The MTA’s surveillance efforts are not limited to subway stations. Approximately 400 buses are equipped with surveillance cameras, an effort begun in 2006 at a cost of $5.2 million a year. In April, NYC Transit announced a pilot program to test surveillance cameras in the interior of subway cars—ostensibly to deter vandalism—with a view to expanding coverage across the system. New York City streets are also monitored by a network of government cameras, aimed at increasing safety and improving traffic flow.
The city’s department of transportation maintains 400 traffic cameras throughout the city that are monitored at a control center in Long Island City. Another 100 red-light cameras located at intersections have, since 1993, captured the license plates of vehicles that disregard traffic signals. footage from DOT cameras, which cost $8.4 million per year to maintain, is retained indefinitely in digital format.
Meanwhile, some New York City public school students have been under the electronic eye every school day since 2004. By the end of 2008, more than 300 middle and high schools in 130 buildings will be equipped with about 6,000 cameras belonging to the Department of Education’s $120 million Internet Protocol Digital Video Surveillance system, intended to reduce violence in public schools.
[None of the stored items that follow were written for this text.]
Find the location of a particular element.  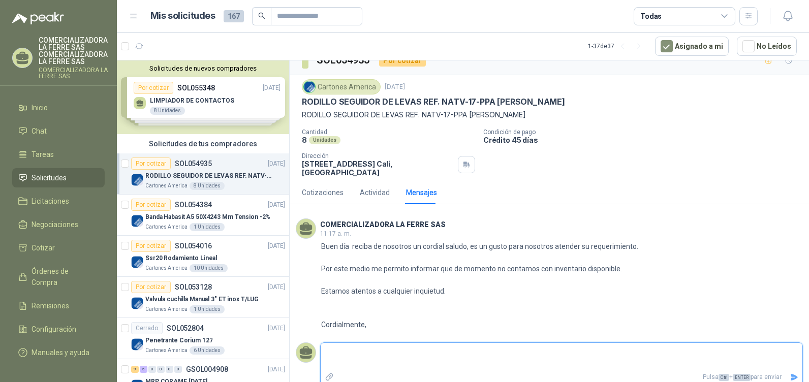

button: Asignado a mi is located at coordinates (692, 46).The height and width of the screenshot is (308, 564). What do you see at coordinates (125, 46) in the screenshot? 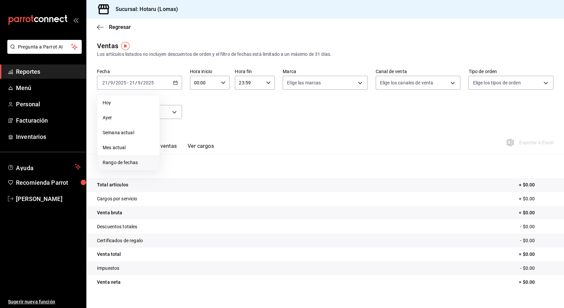
I see `button: Marcador de información sobre herramientas` at bounding box center [125, 46].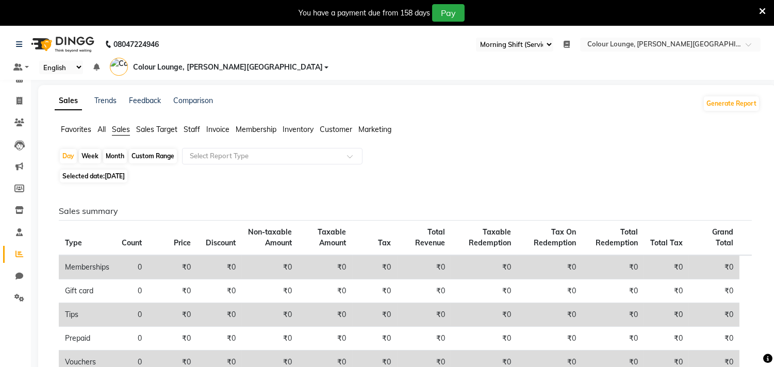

The cameras are watched by school safety agents, who are NYPD employees. The cameras have not had a clear impact on security; school crime statistics have fluctuated since the cameras arrived. Meanwhile, some parents, students and civil libertarians complain that cameras contribute to a prison-like atmosphere inside schools. Technical difficulties have cropped up in retaining footage and have complicated student disciplinary hearings. Parents and lawyers claim the DOE has been slow in turning over video evidence in criminal cases.
Recently, the DOE appears to have pulled back. Since the beginning of 2008, the School Construction Authority has not put any new camera installation contracts out to bid. Sources say the NYPD has asked the DOE for a memorandum of understanding that would allow uniformed NYPD officers access to live footage from the school cameras, but the DOE has refused.